The extensions would continue services by Stantec Consulting Services Inc. (design), PMA LLC (owner’s project manager) and MWH Contractors Inc. (construction manager at risk). Director Michael Richards of Infrastructure and Asset Management told the committee the contracts had reached a three-year cap and the extensions would keep work on schedule despite minor delivery delays. “We’re on track with our schedule. We encountered some minor delivery delays over the winter here, but nothing that wasn’t anticipated with our schedule already,” Richards said.

The committee also recommended accepting a $2.5 million EPA grant tied to the 2022 federal omnibus appropriation and administered through the EPA. “This is part of the 2022 Federal Omnibus, I believe it was sponsored by Representative Ayanna Pressley on our behalf,” Richards said. The grant requires a 20% local match; Richards told the committee that the match is covered by previously approved city bonds and that the grant is reimbursable.

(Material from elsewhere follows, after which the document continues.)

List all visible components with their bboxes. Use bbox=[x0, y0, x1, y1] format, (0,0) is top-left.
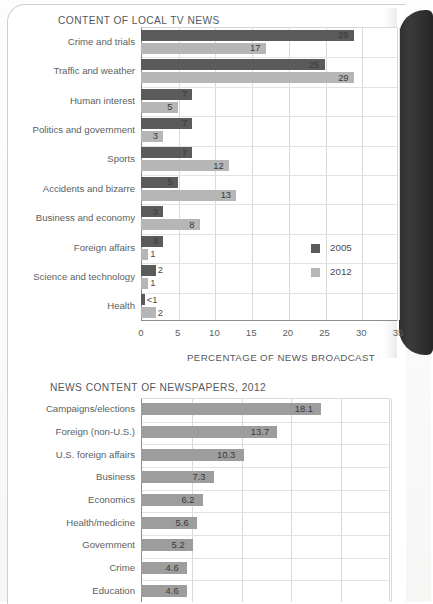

Richards described how staff worked with EPA to identify a subproject that would maximize federal funds without increasing total project costs because of federal “Buy American/Buy America” rules and related clauses. He said the award will “defray $2,500,000 of that project cost” within the larger project budget and that, if reimbursement timing is delayed, the city has borrowing and bond funds available to keep the work on schedule.

Committee members asked whether wider federal grant administration issues could disrupt the project. Richards said, “To date, we haven't been tipped off from our EPA folks to suggest that there will be any delays here,” and that the project team is coordinating with the city grants director. He reiterated that the grant is reimbursable and would not stop work if funds are delayed.

The committee placed the contract extensions and the grant acceptance on the table for a single vote of recommendation later in the meeting.